Having read over and over Fassbinder's comments on the Sirk film, in his essay "Six Films by Douglas Sirk," I always find them extremely strange.
We can understand what Rock sees in her. He is a tree trunk. He is quite right to want to be inside her.
Uh, what?
The world around is evil. ... There are no men in the film apart from Rock, in that respect arm chairs and glasses are more important.
The decor is not important at the expense of the characters. There are a variety of different types of men in the story, and the world is not "evil." What about the world of Rock's/Ron's friends, who quickly and naturally accept the potential for Rock and Jane as a couple, as does her doctor/friend, Dan? This is in contrast to Fassbinder's film, in which the worlds of both Ali and Emmi seem pretty "evil," to use his word.
Jane tells Rock that she is going to leave him, because of her idiotic children and so on. Rock doesn't protest too much, he still has Nature, after all.
No, that's not why he doesn't fight for her more than he does. He wants her to find the strength to renounce her social circle and come back to him of her own will, not because he "still has Nature," whatever that means.
Later on, Jane goes back to Rock because she has headaches, which is what happens to us all if we don't fuck once in a while.
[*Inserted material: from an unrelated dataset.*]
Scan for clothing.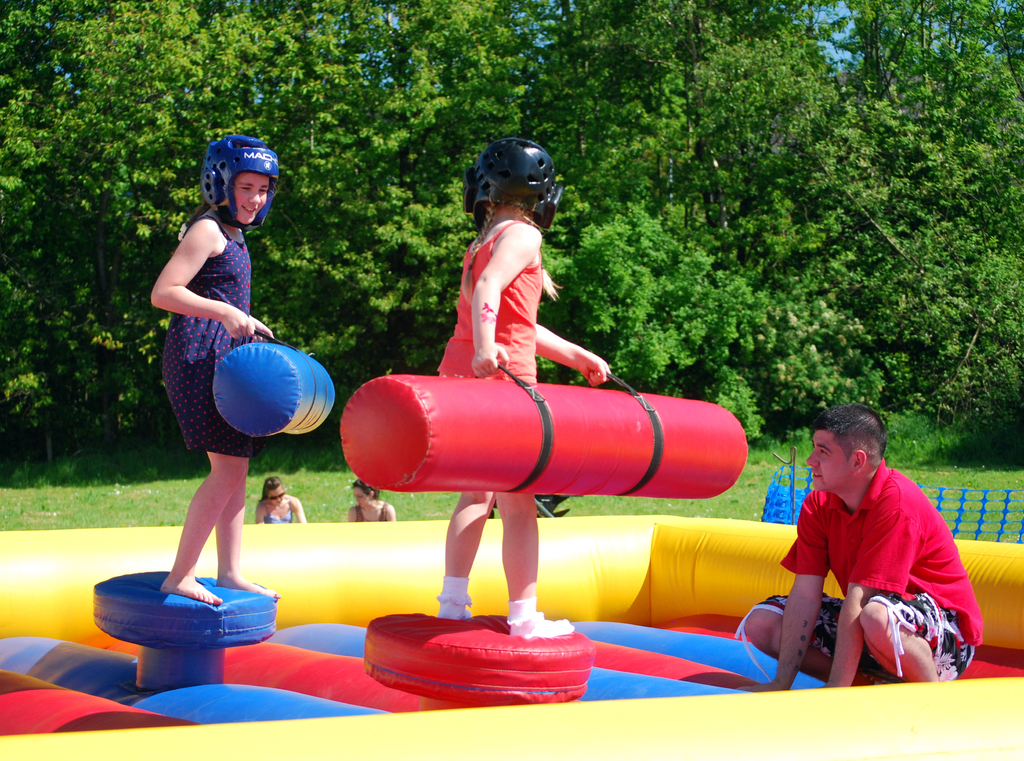
Scan result: Rect(257, 503, 297, 532).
But now she's back there's still no happy ending. If anyone has made their love life that complicated for themselves they won't be able to live happily afterwards.
He must have seen a different ending to the film than I did. The part about her feeling driven to go back to him was not just about sex but rather what is right for her to the core of her personhood. That's what earns the ending as something that ought to happen despite the social pressures and "Hollywood ending" conventions.
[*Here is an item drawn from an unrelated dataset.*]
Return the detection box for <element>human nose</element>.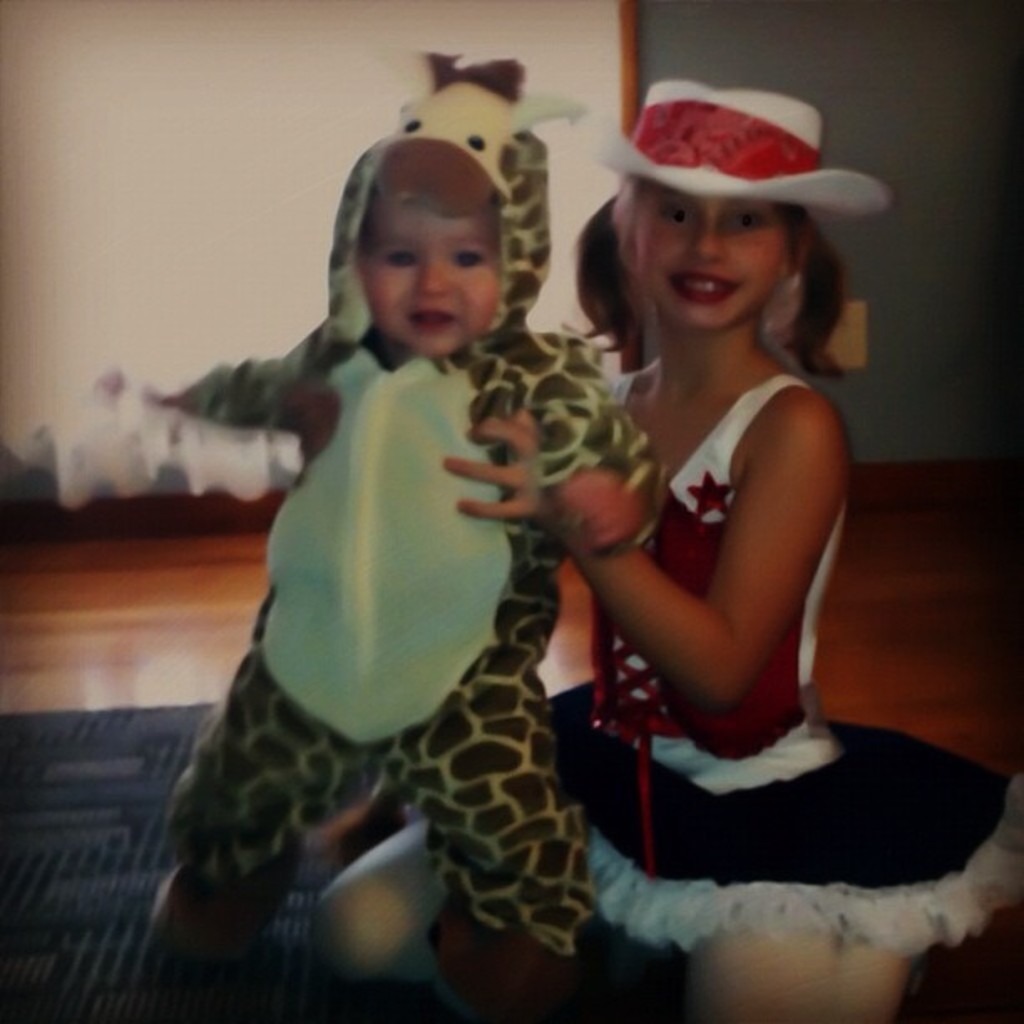
<bbox>676, 226, 730, 269</bbox>.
The spectator's intense feeling is not a result of identification, but of montage and music. This is why we come out of these movies [Sirk's] feeling somewhat dissatisfied.
What? Speak for yourself. And this is someone considered to be a Sirk acolyte?
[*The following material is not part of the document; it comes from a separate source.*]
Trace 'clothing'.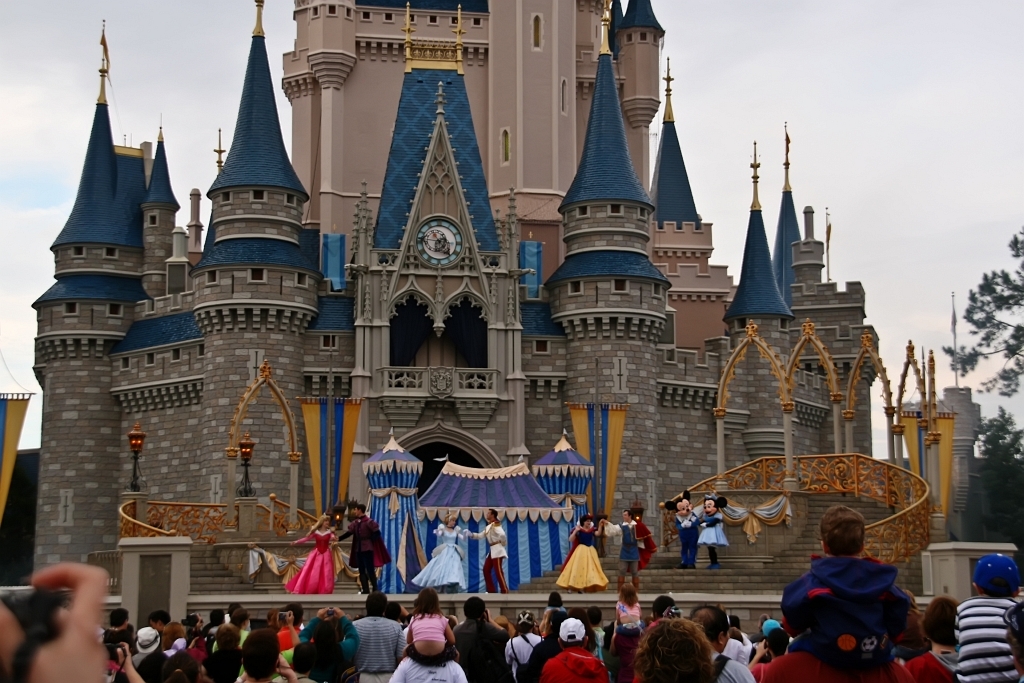
Traced to x1=555 y1=518 x2=613 y2=592.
She may well be so stereotyped already that in Rock's house she will miss the style of life she is used to and which has become her own. That's why the happy ending is not one. Jane fits into her own home better than she fits into Rock's.
She doesn't fit into "her own home" at all, as it's the empty shell of her past family life—vacant following her husband's death and her children's departure—and she absolutely needs a change at the most basic level of her being. Rock has completely adapted the old mill to make it a place where they could begin a new life together.
I'm not here to attack Fassbinder, but to be frank I believe he completely misunderstood Sirk's film. The above is quite revealing about his world view in which people can't adapt or find happiness together, to the extent that it upends his understanding of someone else's story.